On 13/03/2008, Philip Sandifer <snowspinner(a)gmail.com> wrote:
On Mar 13, 2008, at 11:34 AM, Ian Woollard wrote:
If you have (say) 3.5 million articles in the
wikipedia and somebody
makes an article on a random star in the sky, it had damn well better
be the case that that star is about as important as the other 3.5
million other articles
This is a standard I cannot even begin to wrap my head around. How
would one even begin to go about discussing whether Alpha Centauri,
the 1985 film Legend, and squirrels are all equally important? Equally
important to and for what?
You could do a straw poll, you could check sources, you could google
it. There's lots of ways to do that; including weighted combinations
of the above and others. None of them are perfect, but what ever is?
Whatever value [[WP:N]] provides, it is
manifestly not a way to judge the comparative importance of two
million concepts.
I completely disagree.
It provides a cut-off. It says some things do not make the grade and
others do, just like an exam gives a pass-fail mark. It's not that
exams are perfect measures, it's simply that exams give a *reasonable*
measure. And yes, an exam does compare.
It's only when you try to push things to extreme, to insist that
something *has* to be a *perfect* measure that bad things start to
occur. That leads to extreme inclusionism and extreme deletionism.
-Phil
--
-Ian Woollard
We live in an imperfectly imperfect world. If we lived in a perfectly
imperfect world things would be a lot better.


▶ _WHAT IS NEEDED_
Repeat exactly the lines below from the line that contains "Where can I find skyscraper?" to the last line, inclusive, without the pictures.
**********
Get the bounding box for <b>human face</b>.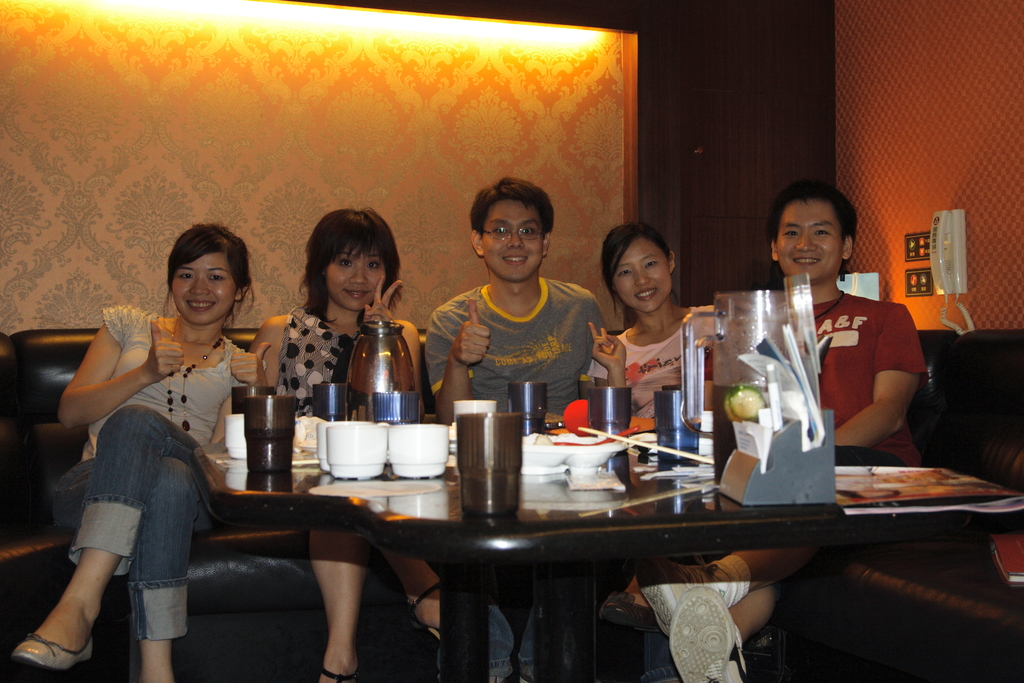
773, 199, 843, 284.
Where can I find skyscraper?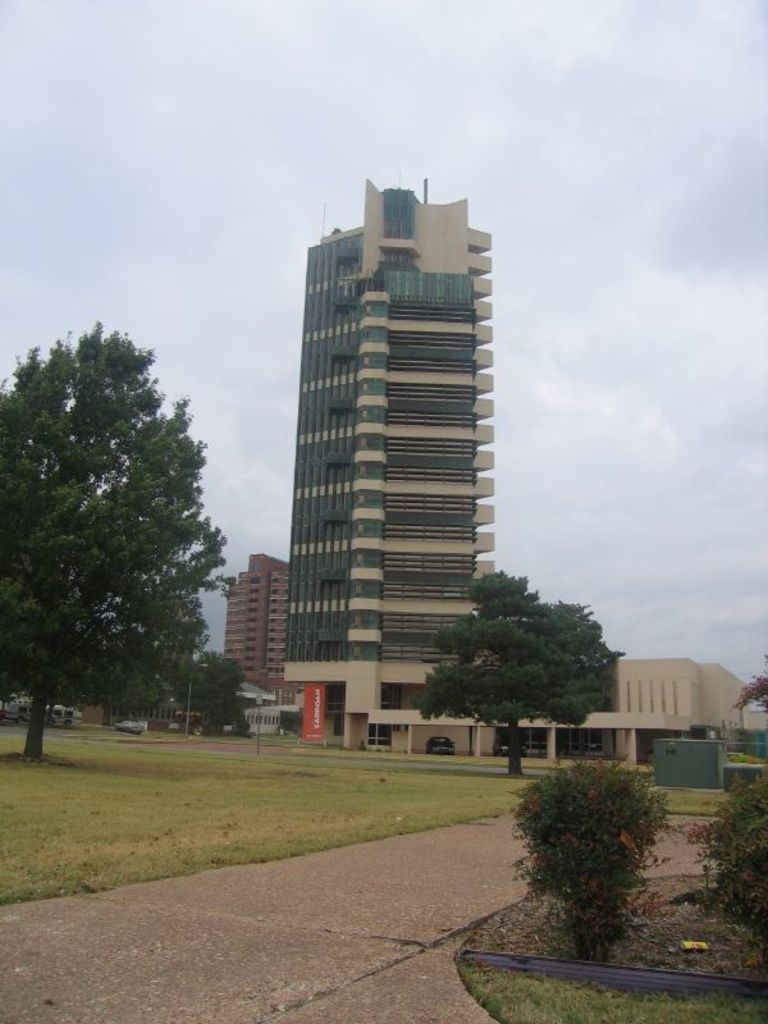
You can find it at detection(256, 179, 517, 703).
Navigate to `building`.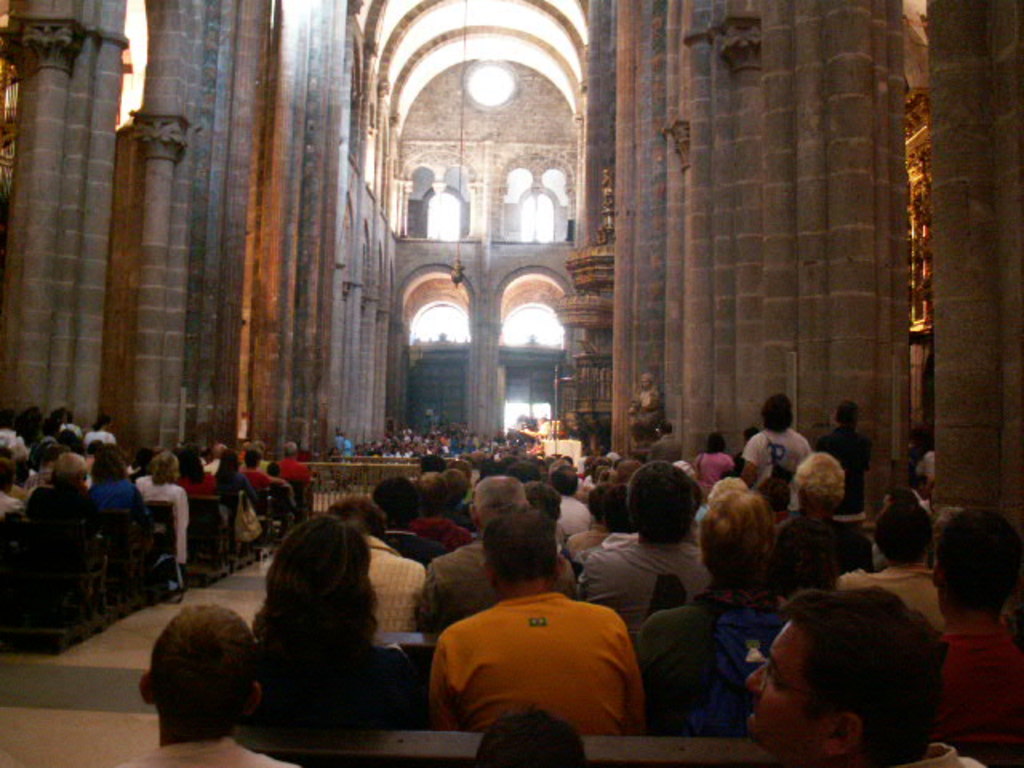
Navigation target: 0/0/1022/766.
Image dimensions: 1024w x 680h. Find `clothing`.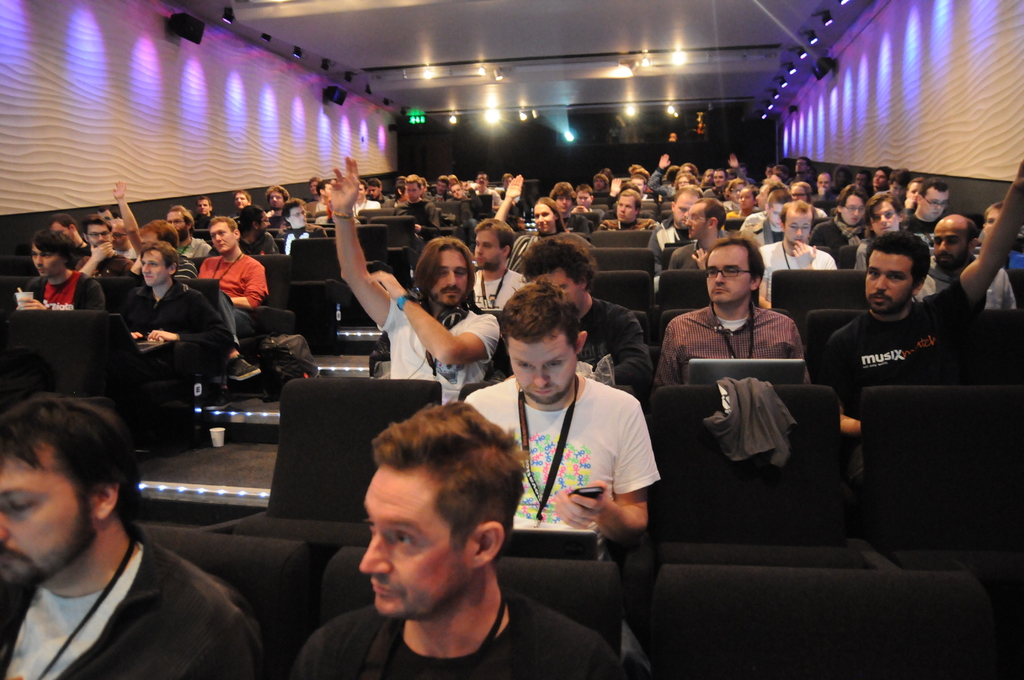
0/528/268/679.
**********
▶ _ANSWER TO THIS PROBLEM_
Where can I find skyscraper?
You can find it at detection(256, 179, 517, 703).
Navigate to `building`.
Navigation target: 0/0/1022/766.
Image dimensions: 1024w x 680h. Find `clothing`.
0/528/268/679.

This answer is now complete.